Why No One's Happy With The FCC's Network Neutrality


Author: Joel Rose
Location:
Federal Communications Commission, 445 12th Street SW, Washington, DC, 20554, United States

On Dec 1, Federal Communications Commission Chairman Julius Genachowski sketched out the rules that he said would ensure that broadband providers treat all of the data on their networks equally — an idea known as network neutrality.

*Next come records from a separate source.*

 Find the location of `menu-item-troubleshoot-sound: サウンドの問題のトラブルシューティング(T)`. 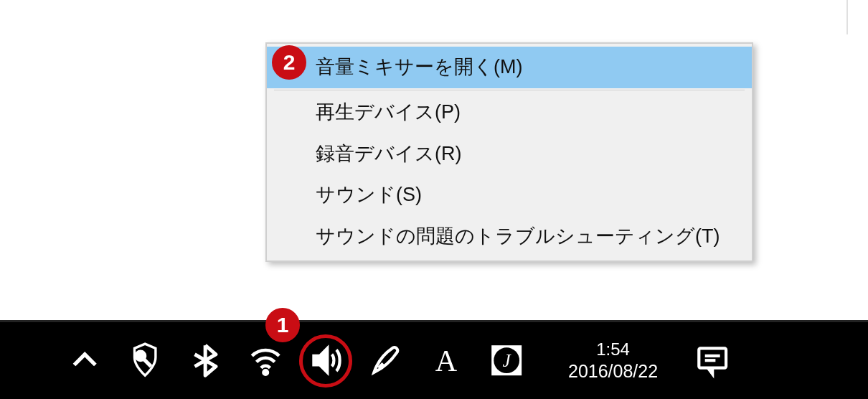

menu-item-troubleshoot-sound: サウンドの問題のトラブルシューティング(T) is located at coordinates (509, 237).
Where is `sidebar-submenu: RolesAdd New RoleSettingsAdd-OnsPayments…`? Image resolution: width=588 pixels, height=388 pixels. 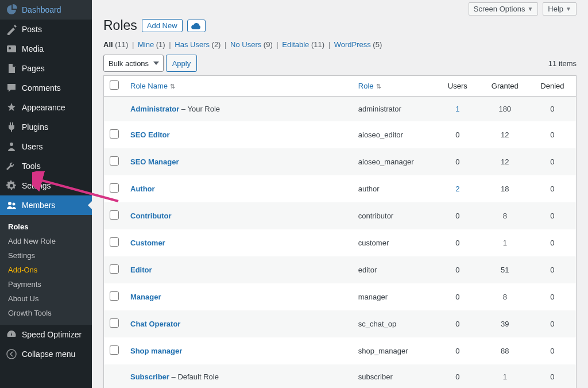 sidebar-submenu: RolesAdd New RoleSettingsAdd-OnsPayments… is located at coordinates (46, 270).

But some public interest groups have seen a few more details than Chairman Genachowski announced. They say the proposed rules are net neutrality in name only. "What you have is a lot of consumer groups coming out and looking at this and saying this is a real nightmare," Sascha Meinrath says. Meinrath is with the New America Foundation, a think-tank in Washington, D.C. He says the proposed rules are full of loopholes. For one thing, they would allow broadband providers to offer faster service to some companies — for a price. "These rules could end up allowing companies to pick and choose the services and applications and even content that we are allowed to see online," Meinrath says. "What it does is it gives legal protection for discriminatory behavior." Maybe the biggest loophole, Meinrath says, is that the rules would exempt wireless networks from much of the regulation governing the old-fashioned, wired Internet. The wireless companies argue that they need the flexibility to manage traffic on their networks so that a few users can't hog all the bandwidth. Those companies — particularly AT&T — offered lukewarm support for the proposed FCC rules. But Verizon's Link Hoewing still thinks it's Congress, not the FCC, that should be setting policy for the Internet.